Julien Manceaux, Research Analyst at ING, notes that in France, the latest EU Commission survey in the service sector showed stabilization in hiring intentions for the next three months in February.
Key Quotes
“This indicator, that had been recovering quickly since the beginning of 2014 (from 6.3 in February last year to 9.3 in February 2016) now shows that job creation in the service sector in the first half of this year may not be accelerating any more. This means that the employment growth recovery is at risk: employment growth has been accelerating in most of 2015, but should still have been below 0.8% a year at the turn of 2016, which is half the growth necessary to see a significant drop in the unemployment rate.

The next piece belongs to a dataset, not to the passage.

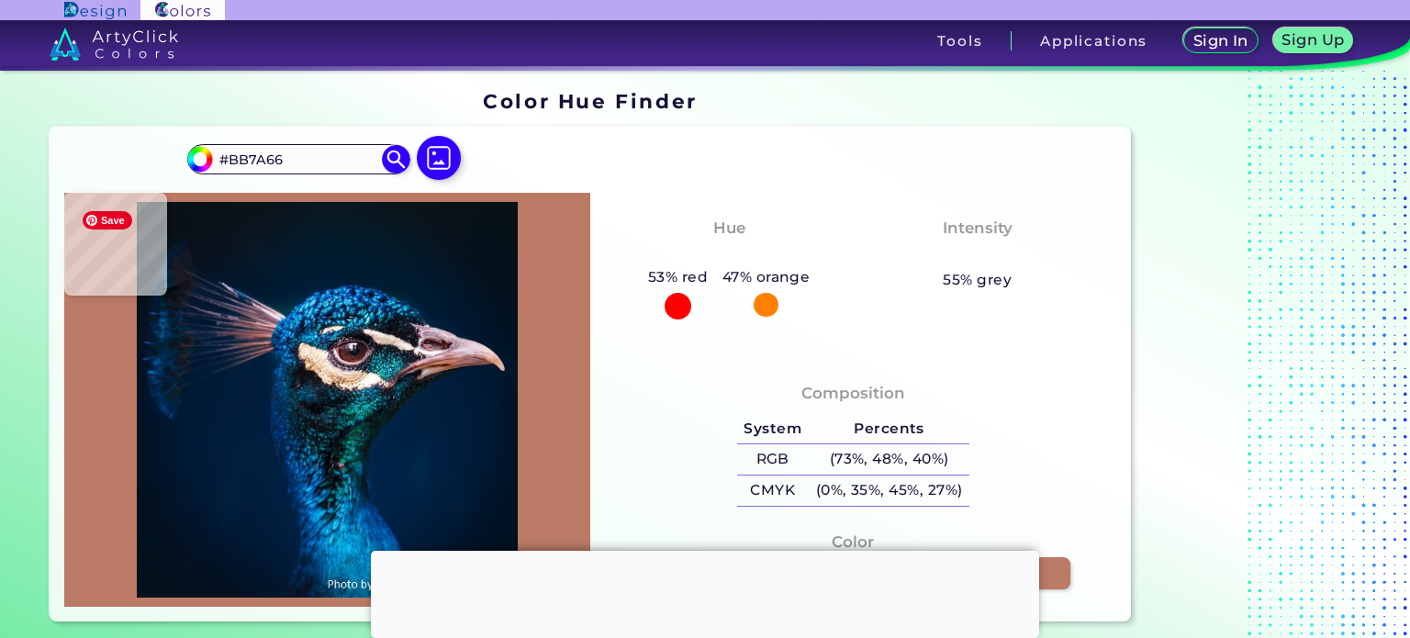  Describe the element at coordinates (729, 228) in the screenshot. I see `h4: Hue` at that location.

The drop in the unemployed population in January (a significant 27.9k drop on the month, after a total increase of 90k in 2015) can therefore be explained mainly by recent employment measures taken by the Government more than by a strong employment recovery. This should help support consumer confidence and spending in the first quarter: if consumer spending grew by 0.6% MoM in January after a rebound of 1% MoM in December (following the November terrorist attacks), the yearly growth rate of spending has nevertheless been declining from 2.6% in October to only 0.5% in January.

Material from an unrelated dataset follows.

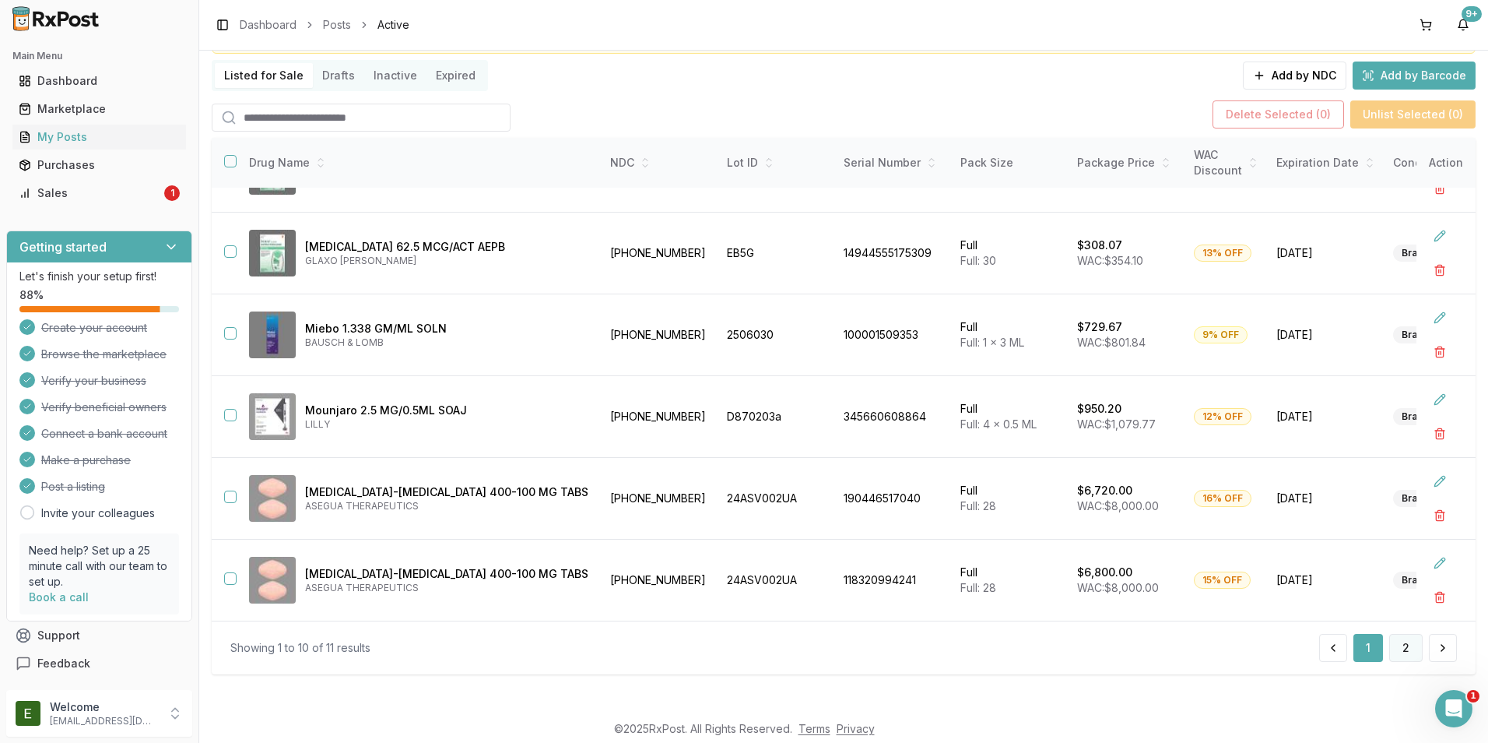  I want to click on span: Full: 1 x 3 ML, so click(992, 342).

These developments are not completely reassuring for the next step of the recovery process. The French economic recovery is mainly based on domestic demand, as is the case elsewhere in the Eurozone for the time being. If employment growth does not accelerate faster (hiring intentions in the service sector will be known tomorrow through the EU Commission survey), the momentum in consumer confidence and spending could continue to fade away quickly. At the current juncture, we expect private consumption growth to slow down to 1.2% this year after 1.4% in 2015 (yielding a 1.4% GDP growth this year after 1.1% in 2015), but the risks to this outlook are currently clearly tilting to the downside.”